Howton Grove Priory | Mobile WebsiteSharing a Vocation with the World . . .

Haiti and Hilary

Late with the blog this morning as we have dedicated an extra half-hour to prayer for the people of Haiti. There is nothing useful we can say on the subject, except to urge everyone to pray and contribute to the relief funds being set up to help. Our prayerline is always open, and we are glad that many find it a way of expressing their deepest hopes and fears. Just now it is full of petitions for families in Haiti.

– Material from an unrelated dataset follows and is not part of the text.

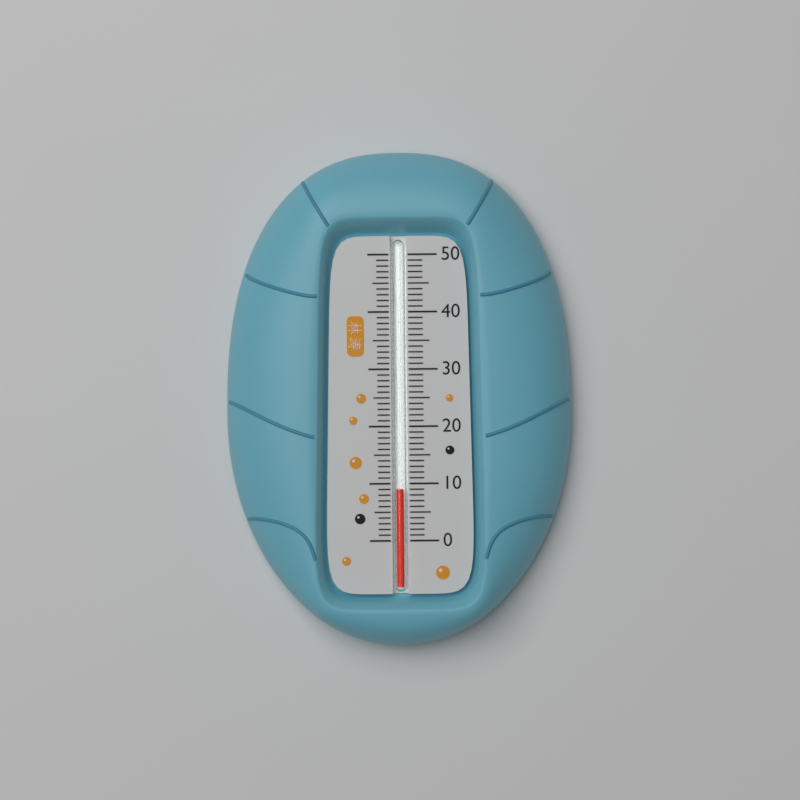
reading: 9 (no unit)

Here the snow has been falling all night and is falling still: everywhere looks so beautiful that it has proved a great distraction. We were half-way through Vigils before I remembered that today is the Memoria of St Hilary of Poitiers (died c. 368). The "Hammer of the Arians" is such a contrast to St Aelred, whom we commemorated yesterday: a pugnacious, slightly irritable man, who could write like an angel when he wasn't skirmishing with rival authorities, the Emperor in particular. A convert from paganism, he was married with a daughter, Apra, when he was chosen as bishop of Poitiers. His zeal for orthodoxy was intensified by his experience of Arianism, which he distrusted and feared because it imperilled the eternal salvation of souls committed to his care. His comment on the Arians is revealing, "They didn't know who they were." Hilary knew perfectly well who he was, a child of God, a God who was a Trinity of Persons:

For one to attempt to speak of God in terms more precise than he himself has used: to undertake such a thing is to embark upon the boundless, to dare the incomprehensible. He fixed the names of His nature: Father, Son, and Holy Spirit. Whatever is sought over and above this is beyond the meaning of words, beyond the limits of perception, beyond the embrace of understanding."

(Hilary, De Trinitate)

Not knowing who one is seems as much a problem today as it ever was. Perhaps that is something that will come up in our next web conference on 21 January: vocation is about what one is, not just what one does; and it applies to everyone, married or single, monastic, clerical or lay.